Thanks to observations of gravitational waves, scientists were able to settle a longstanding debate over the speed of gravity.
“I thought strangers knew who I was and were whispering about me as I walked by.”
An X-ray offers a glimpse into the painter’s early years.
From “Thompson’s violinist” to the “Experience Machine,” these thought experiments will throw your mind for a loop.
Caption:“At this time in Mars’ history, we think CO2 is everywhere, in every nook and cranny, and water percolating through the rocks is full of CO2 too,” Joshua Murray says.
People who score high in “obsessive passion” can become rigidly consumed by ideological causes — sometimes dangerously so.

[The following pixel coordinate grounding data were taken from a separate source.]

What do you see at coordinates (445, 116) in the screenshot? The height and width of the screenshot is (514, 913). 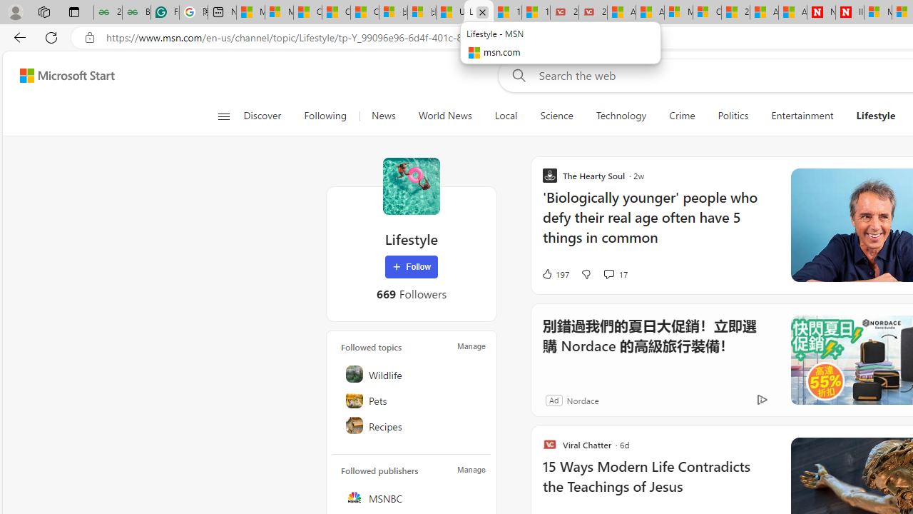 I see `World News` at bounding box center [445, 116].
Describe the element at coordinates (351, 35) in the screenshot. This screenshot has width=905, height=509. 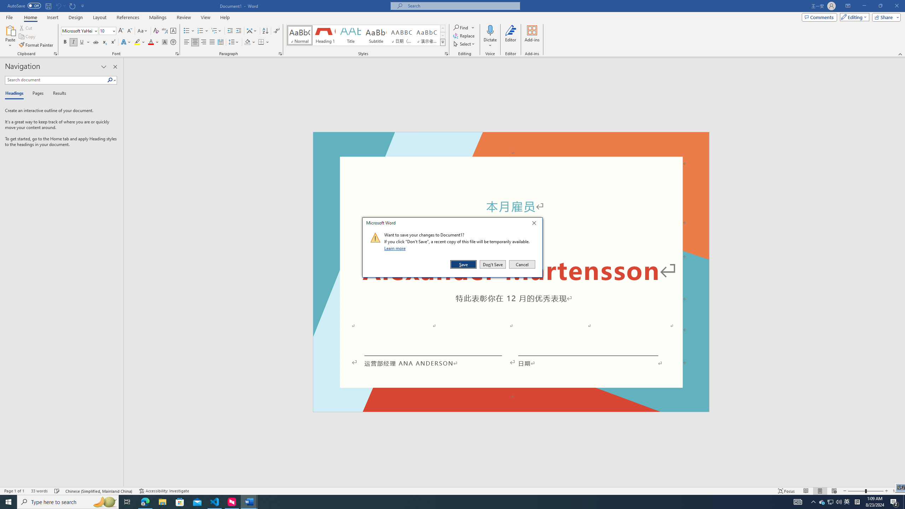
I see `Title` at that location.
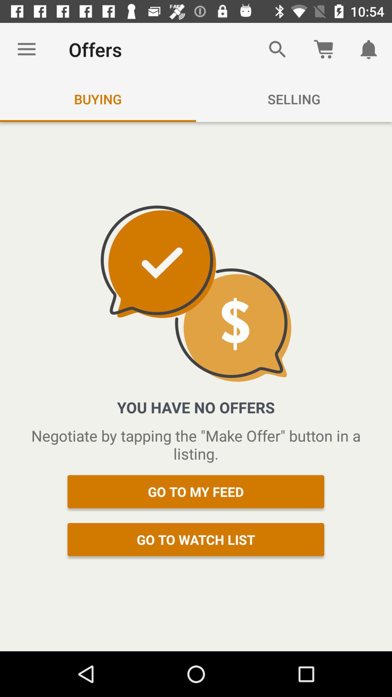 Image resolution: width=392 pixels, height=697 pixels. Describe the element at coordinates (369, 49) in the screenshot. I see `tap the item above the negotiate by tapping icon` at that location.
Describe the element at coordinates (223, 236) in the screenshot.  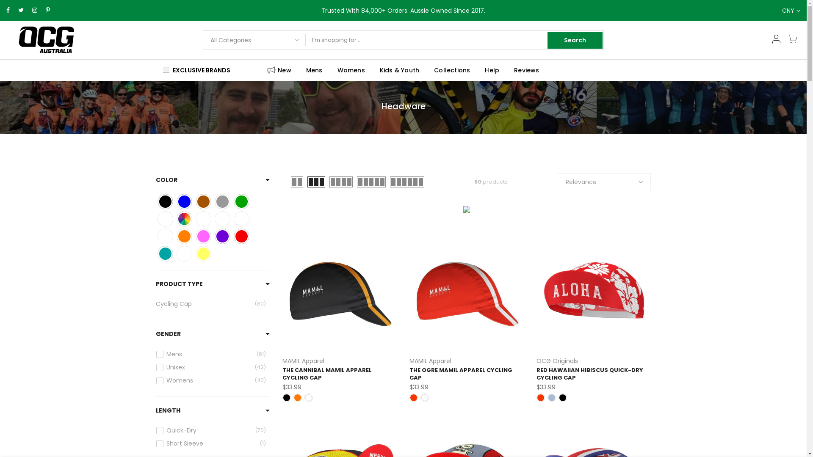
I see ` Purple (1)` at that location.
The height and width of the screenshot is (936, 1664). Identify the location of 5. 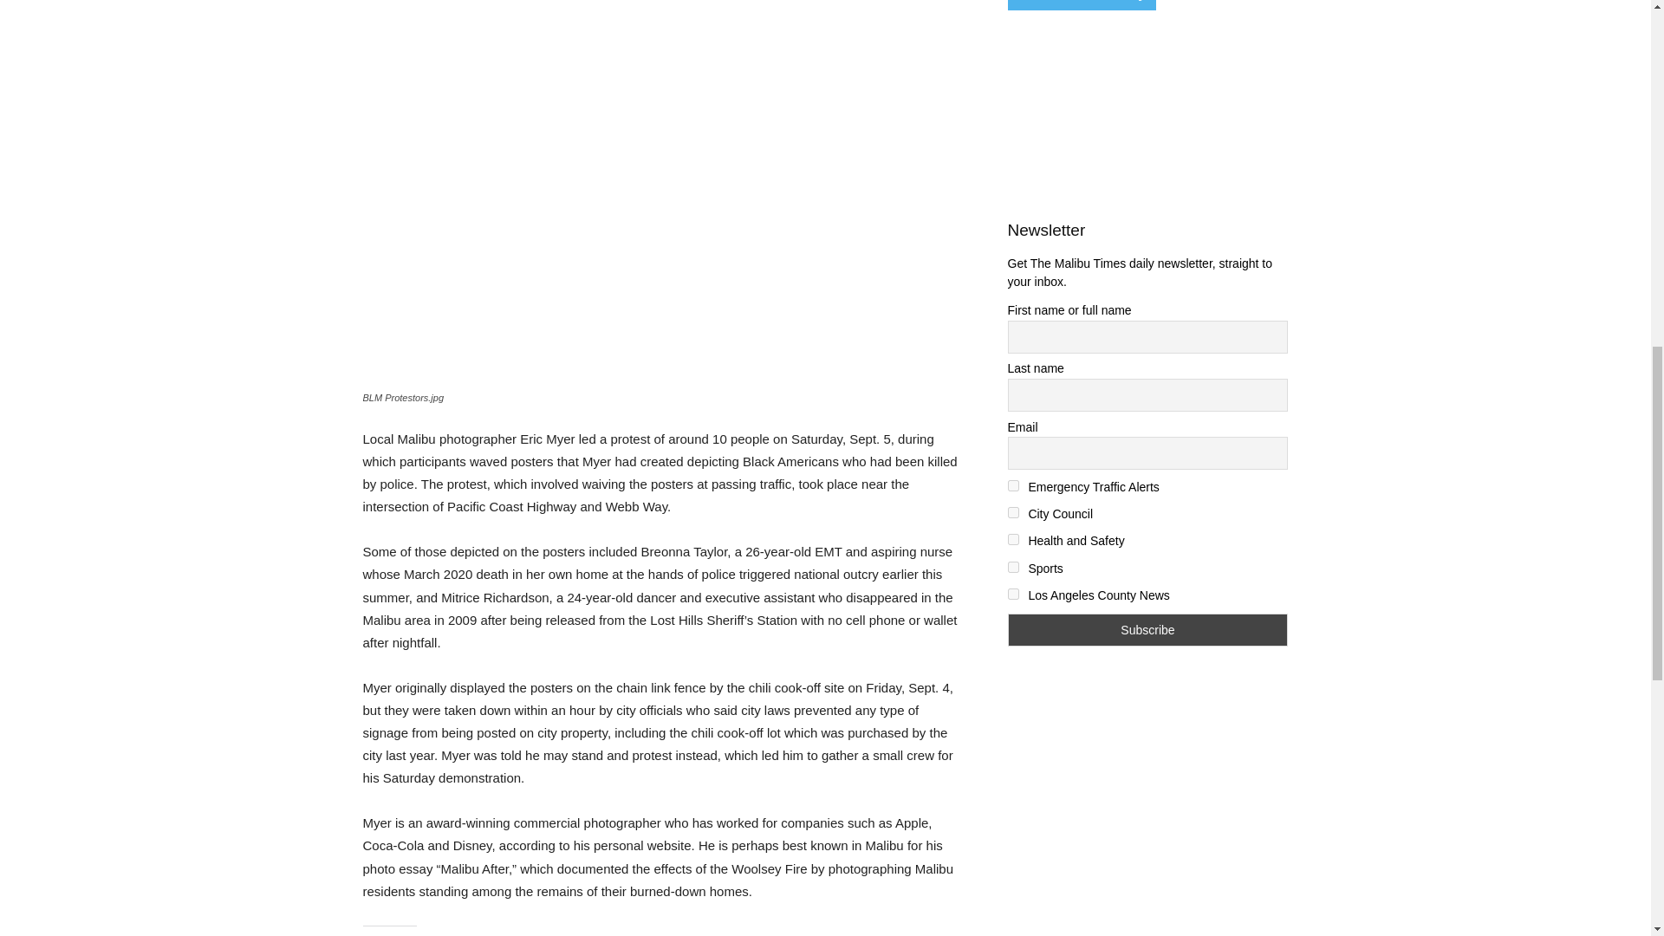
(1012, 567).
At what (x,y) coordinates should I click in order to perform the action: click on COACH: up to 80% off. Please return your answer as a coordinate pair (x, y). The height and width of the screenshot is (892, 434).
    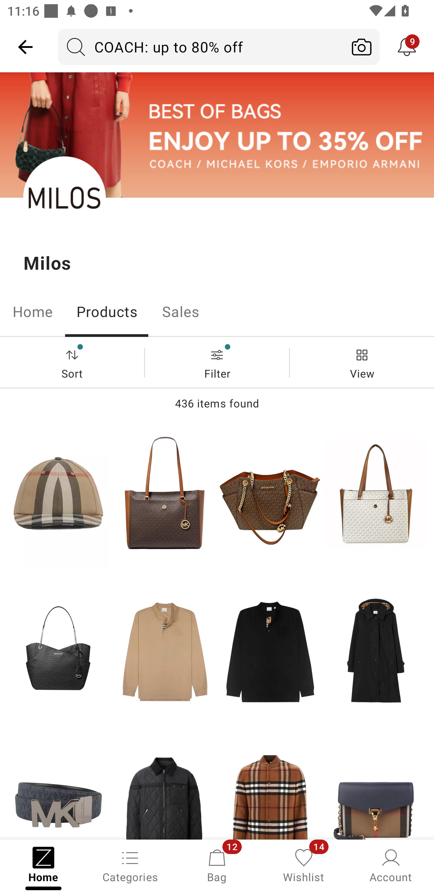
    Looking at the image, I should click on (201, 47).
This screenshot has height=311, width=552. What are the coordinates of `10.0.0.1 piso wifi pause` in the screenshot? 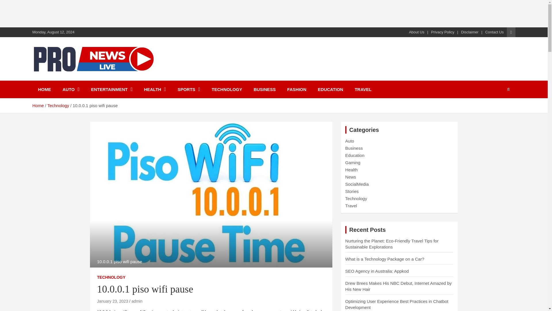 It's located at (112, 301).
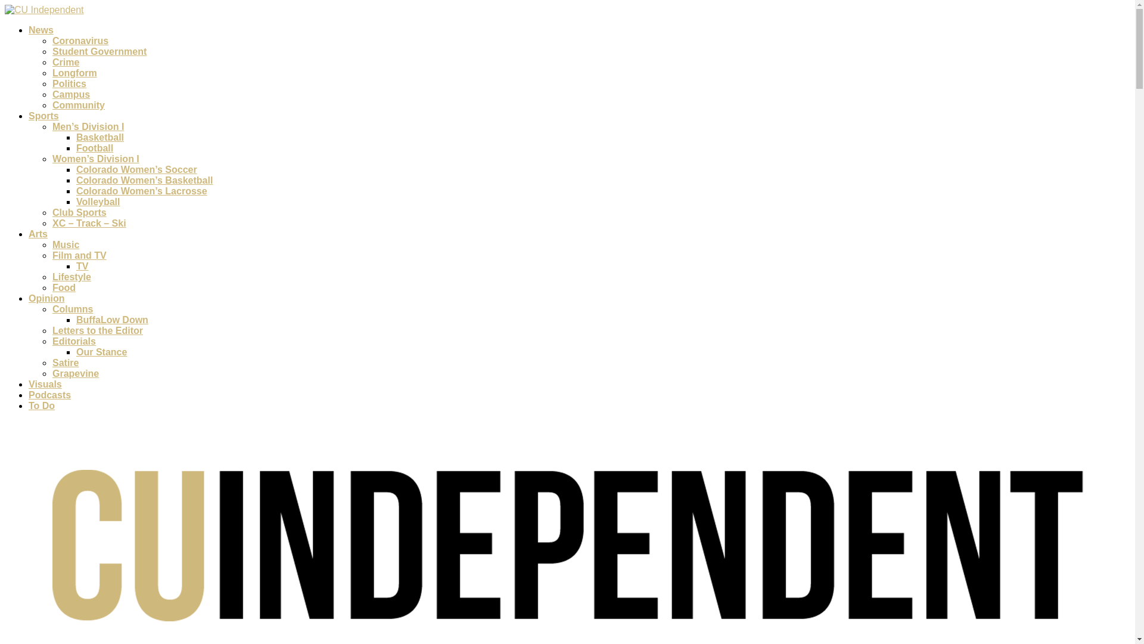  Describe the element at coordinates (41, 30) in the screenshot. I see `News` at that location.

Plato’s cave metaphor illustrates the cognitive trap of ignorance, where we may be unaware of the limitations of our understanding.
Huge shifts in the workforce demand real-world changes in management practices; “command-and-control” no longer cuts it.
The world’s highest mountain is also the world’s highest cemetery, with some bodies serving as creepy landmarks for today’s climbers.
In “Not Born Yesterday,” author and cognitive scientist Hugo Mercier makes the case that misinformation is overrated — and other human foibles are underrated.
There’s really only one mistake you can make: continue doing the same thing you already know is hurting you and expect a different result.
Neuroscientists hope to learn more in the hope of finding a way to reverse dementia.
Sunita Sah hopes that by redefining defiance, we can build societies that allow people to live more authentic lives.
The first “running machine” — later known as the bicycle — symbolizes a key design idea.
Engineer James Clarke liberated John, Paul, George, and Ringo from their mono and stereo straitjackets using algorithms at Abbey Road.